13.3 Temporal Differences

To understand how reinforcement learning works, consider how to average values that arrive to an agent sequentially. Section A.1 discusses how to maintain rolling averages, which is the basis of temporal differences.

Suppose there is a sequence of numerical values, v1,v2,v3,, and the aim is to predict the next. A rolling average Ak is maintained, and updated using the temporal difference equation, derived in Section A.1:

Ak =(1αk)Ak1+αkvk
=Ak1+αk(vkAk1) (13.1)

where αk=1k. The difference, vkAk1, is called the temporal difference error or TD error; it specifies how different the new value, vk, is from the old prediction, Ak1. The old estimate, Ak1, is updated by αk times the TD error to get the new estimate, Ak.
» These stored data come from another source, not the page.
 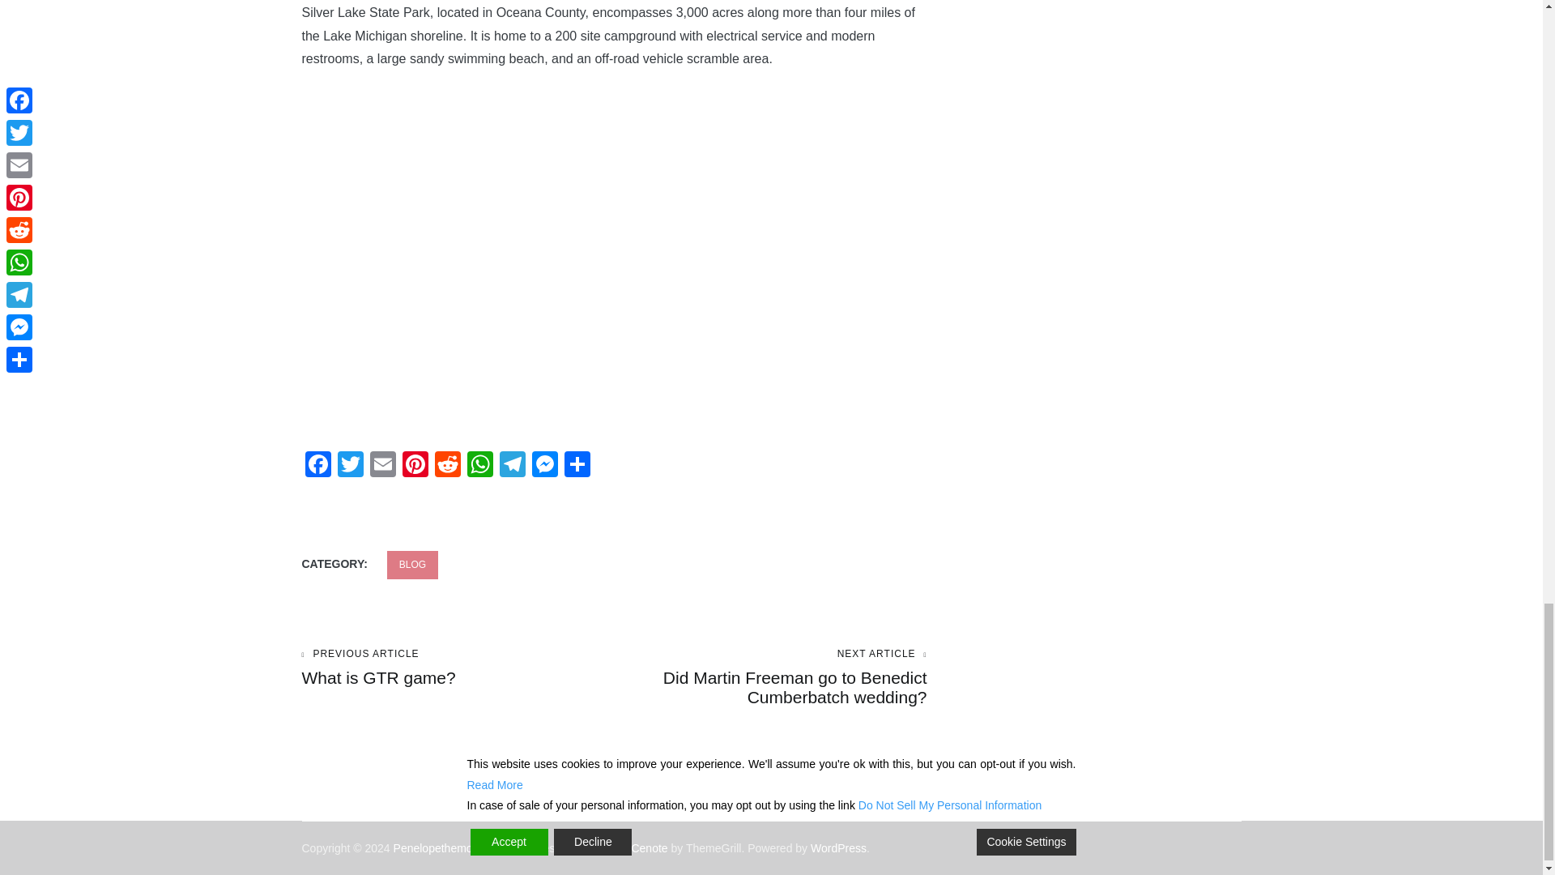 I want to click on WhatsApp, so click(x=479, y=466).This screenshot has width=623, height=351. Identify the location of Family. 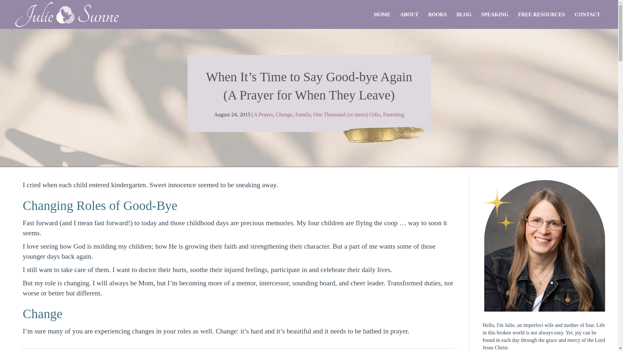
(303, 114). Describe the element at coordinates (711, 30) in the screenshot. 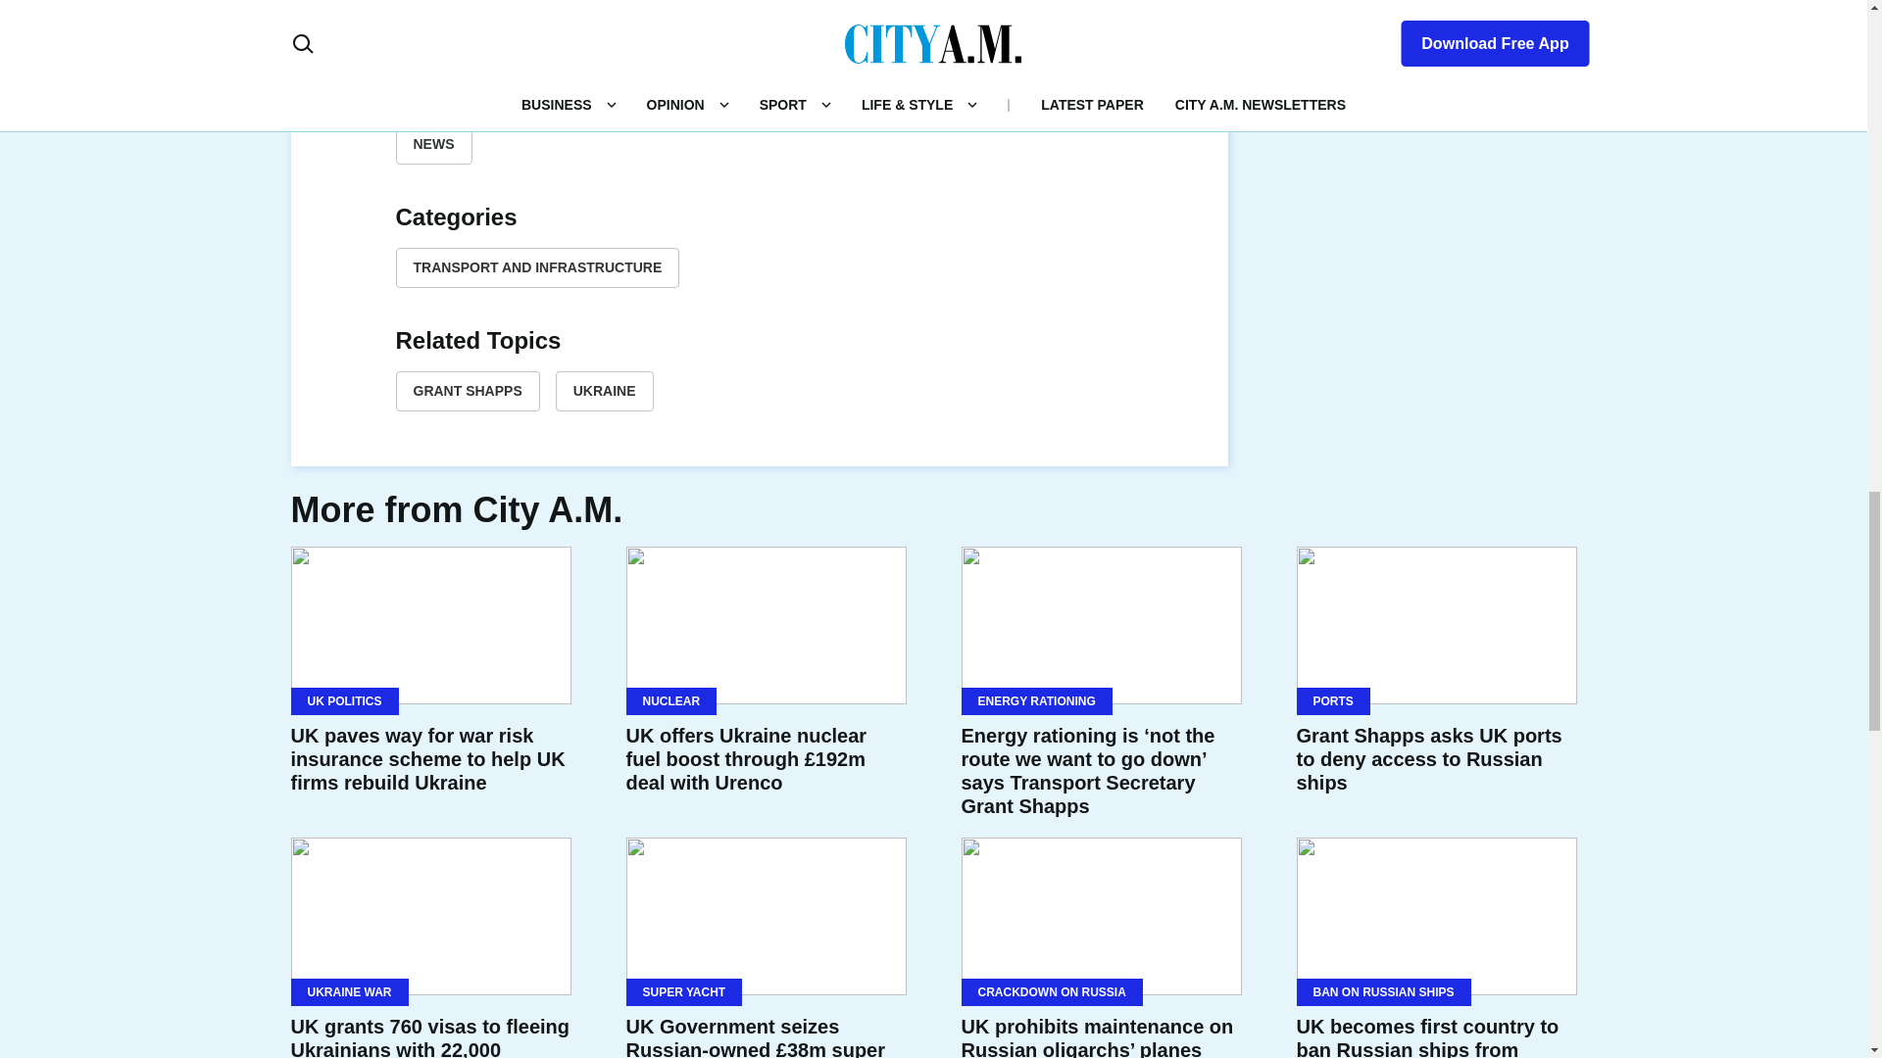

I see `X` at that location.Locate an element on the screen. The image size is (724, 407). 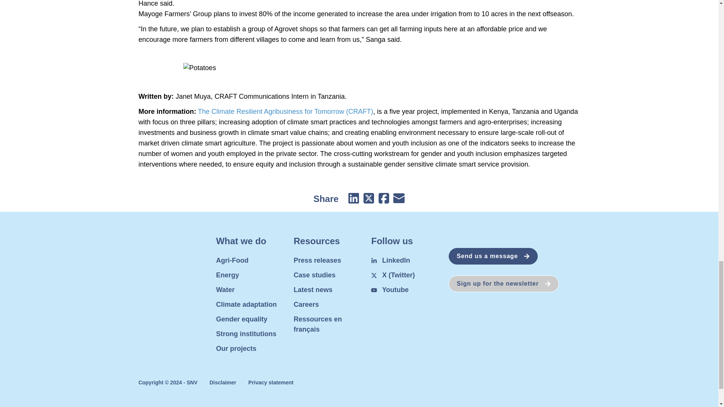
Energy is located at coordinates (227, 275).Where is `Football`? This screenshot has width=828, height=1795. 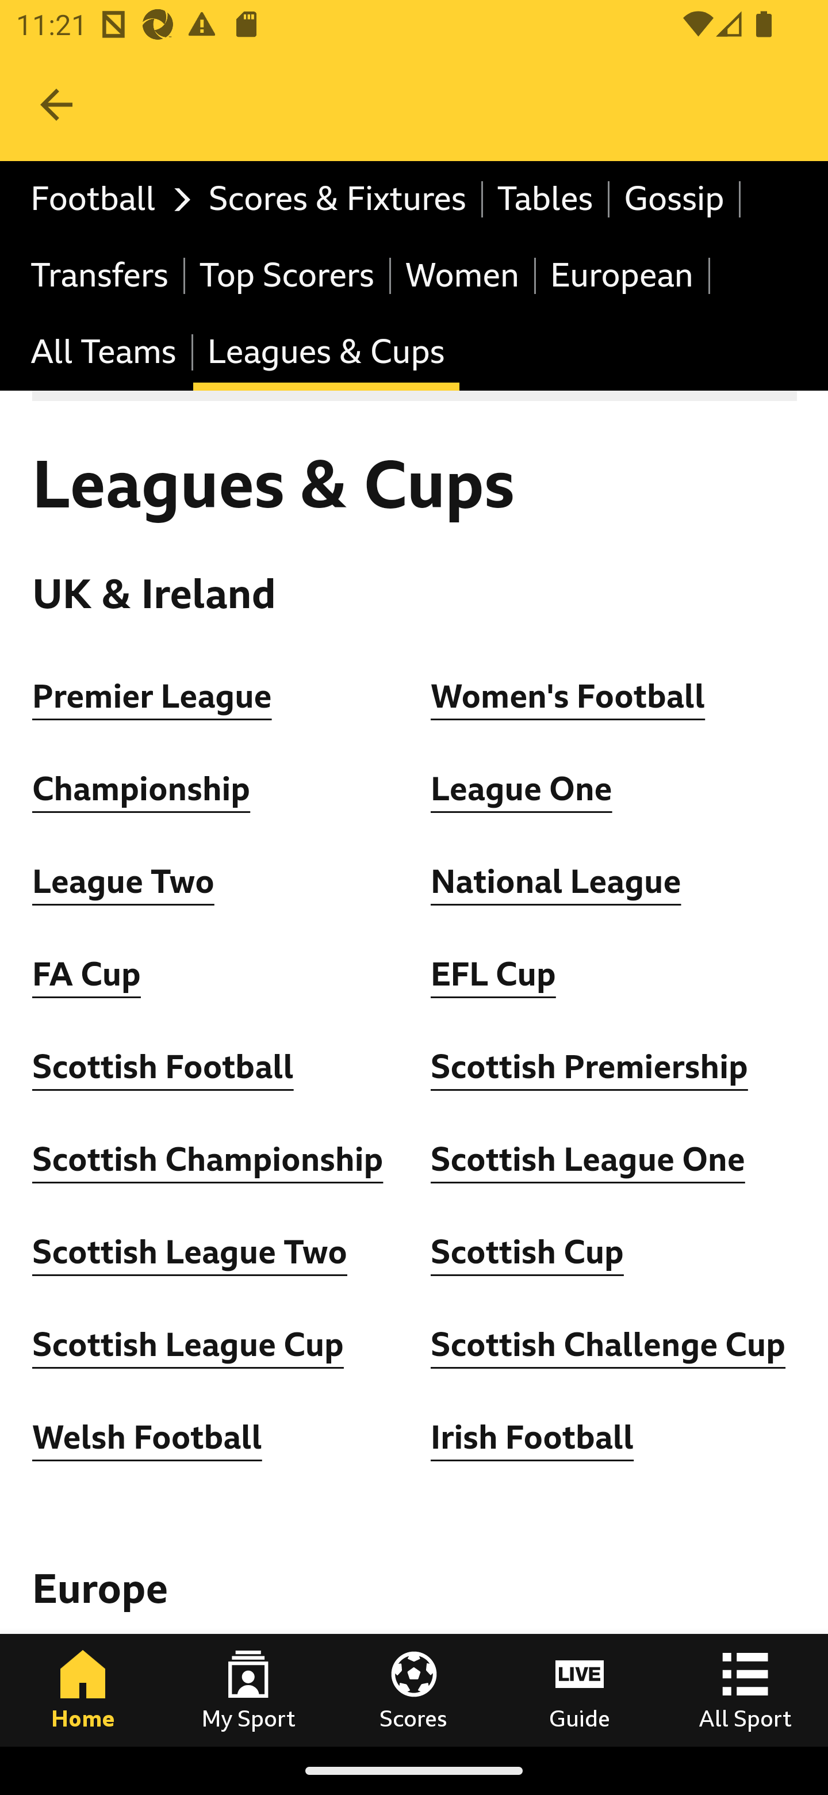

A qualitative interpretation of the temporal difference equation is that if the new value is higher than the old prediction, increase the predicted value; if the new value is less than the old prediction, decrease the predicted value. The change is proportional to the difference between the new value and the old prediction. Note that this equation is still valid for the first value, k=1, in which case A1=v1.

In reinforcement learning, the values are often estimates of the effects of actions; more recent values are more accurate than earlier values because the agent is learning, and so they should be weighted more. One way to weight later examples more is to use Equation 13.1, but with α as a constant (0<α1) that does not depend on k. This does not converge to the average value when there is variability in the values of the sequence, but it can track changes when the underlying process generating the values changes. See Section A.1.

One way to give more weight to more recent experiences, but also converge to the average, is to set αk=(r+1)/(r+k) for some r>0. For the first experience α1=1, so it ignores the prior A0. If r=9, after 11 experiences, α11=0.5 so it weights that experience as equal to all of its prior experiences. The parameter r should be set to be appropriate for the domain.

Guaranteeing convergence to the average is not compatible with being able to adapt to make better predictions when the underlying process generating the values changes, for non-stationary dynamics or rewards.